Barely. It also affected Asian nations like Taiwan, South Korea and Japan.

Same stagnation in wages happened in Western countries that had employee owned businesses and unions

The prospects for a blue-collar worker in Scandiavia are, nonetheless, far, far better than in the US.

>Same stagnation in wages happened in Western countries that had employee owned businesses and unions
Apparently it didn't happen in the UK though..
See:

I highly doubt this. There's a reason Brexit happened. There's lot of frustration about the UK economy.

theguardian.com/money/2016/jul/27/uk-joins-greece-at-bottom-of-wage-growth-league-tuc-oecd

>conveniently ignoring the hyperinflation of the 1970 - 1980s

It wasn't hyperinflation, since the inflation was ultimately tamed.
Since the 1980s, we have low and relatively stable rates of inflation, but that didn't help us much.

Well yeah it looks like no real recovery since 08 I can see why they'd be mad.

underrated post.

>what did Volcker do
>what is ageing poulation
>what is outsourcing

Looks like something was clearly already happening before the NYT's cutoff date of 1980

there was a divergence earlier, but at least then real wages were still growing.

Both are true. Technology does create and is creating more wealth in the aggregate for the people -- but it does not mean that it will be distributed evenly amongst the people.

Well, again, technology existed both before and after the Keynesian era, but the Keynesian era saw a broad and fair distribution of added value in the economy.
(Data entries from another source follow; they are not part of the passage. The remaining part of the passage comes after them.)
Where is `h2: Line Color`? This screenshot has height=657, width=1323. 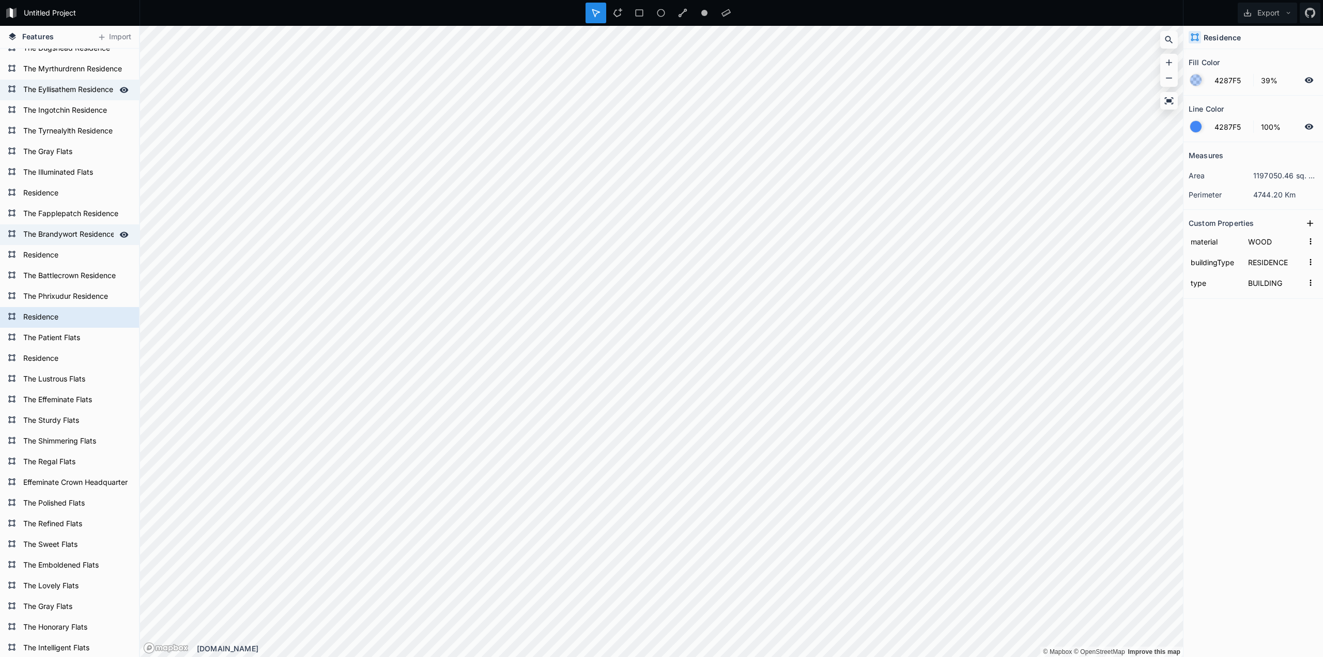 h2: Line Color is located at coordinates (1206, 108).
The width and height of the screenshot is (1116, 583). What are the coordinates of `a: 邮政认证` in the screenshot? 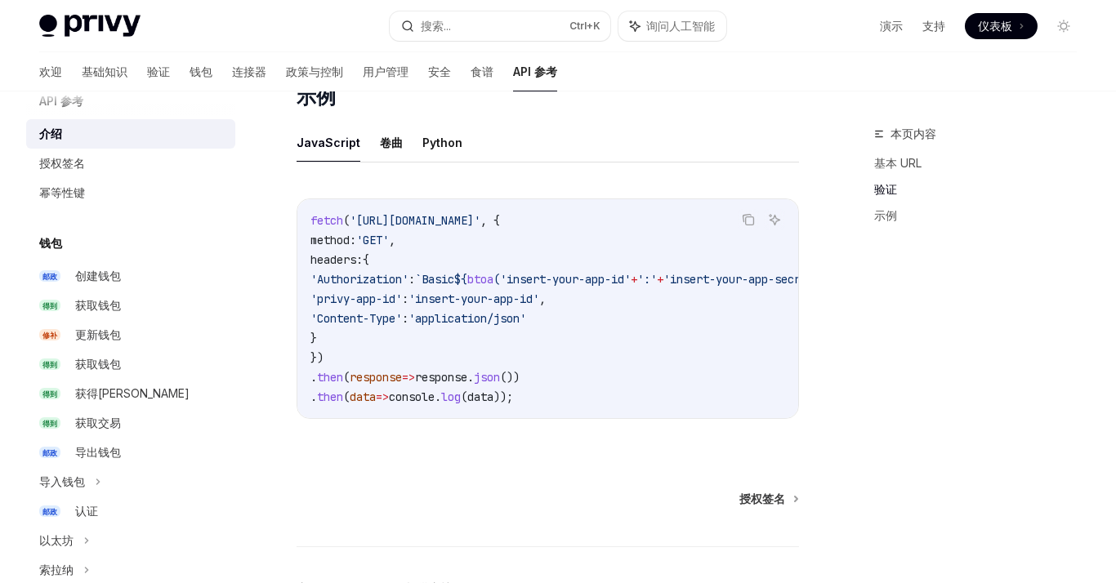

You call it Keynesianism, but how do you objectively measure the extent of keynesianism?

>inb4 tax rates

Since the 60s the welfare state has expanded, not contracted

>Anyone wanna guess the correlation?

Immigration?

My definition would be "extensive counter-cyclical policies, dominance of industry over finance, re-distributive tax policies, and, most importantly, artificial maintenance of (almost) full employment."

Inverse correlation

if you just illegalized unions and got rid of social welfare programs sticky wages wouldn't be a thing and monetarism would be objectively superior

Sticky wages aren't the problem anyways. If they were, places with deteriorating living standards, such as Italy or Spain, would've been back to full employment by now.

No, darn it. Places such as Japan also experience this phenomenon, despite declining population.

>what is zero conditional mean

I don't believe that the United Kingdom is different from other Western nations in a positive way, or else there wouldn't be Brexit, a far-left Labour party and other signs of discontent.

All you really need to do is purge neoliberalism. Most of the real wage growth in the 50-60s stemmed from labor being valuable. The degradation of tariffs and rise of market fundamentalism in the early 70s caused the the exploitation of labor, regulatory, and tax arbitrage we've seen to this day. Nothing is forcing companies hand at passing along the productivity gains to consumers or employees as market fundamentalism aslo allowed mass market consolidation across the board.

What differentiates "neoliberalism" from what was in place earlier? There are still countries with strong unions, such as Scandinavia.

Neoliberalism advocates no tariffs or protectionism, ever. It also advocates no capital controls of any kind, substantially less regulation (if any at all), and no government involvement in the economy, no matter what. Keynesianism advocates a mixed economy (which puts it instantly at odds with neoliberalism) and Bretton Woods also had substantial capital controls which helped prevent crises. Unions don't really pertain to the conversation, sorry.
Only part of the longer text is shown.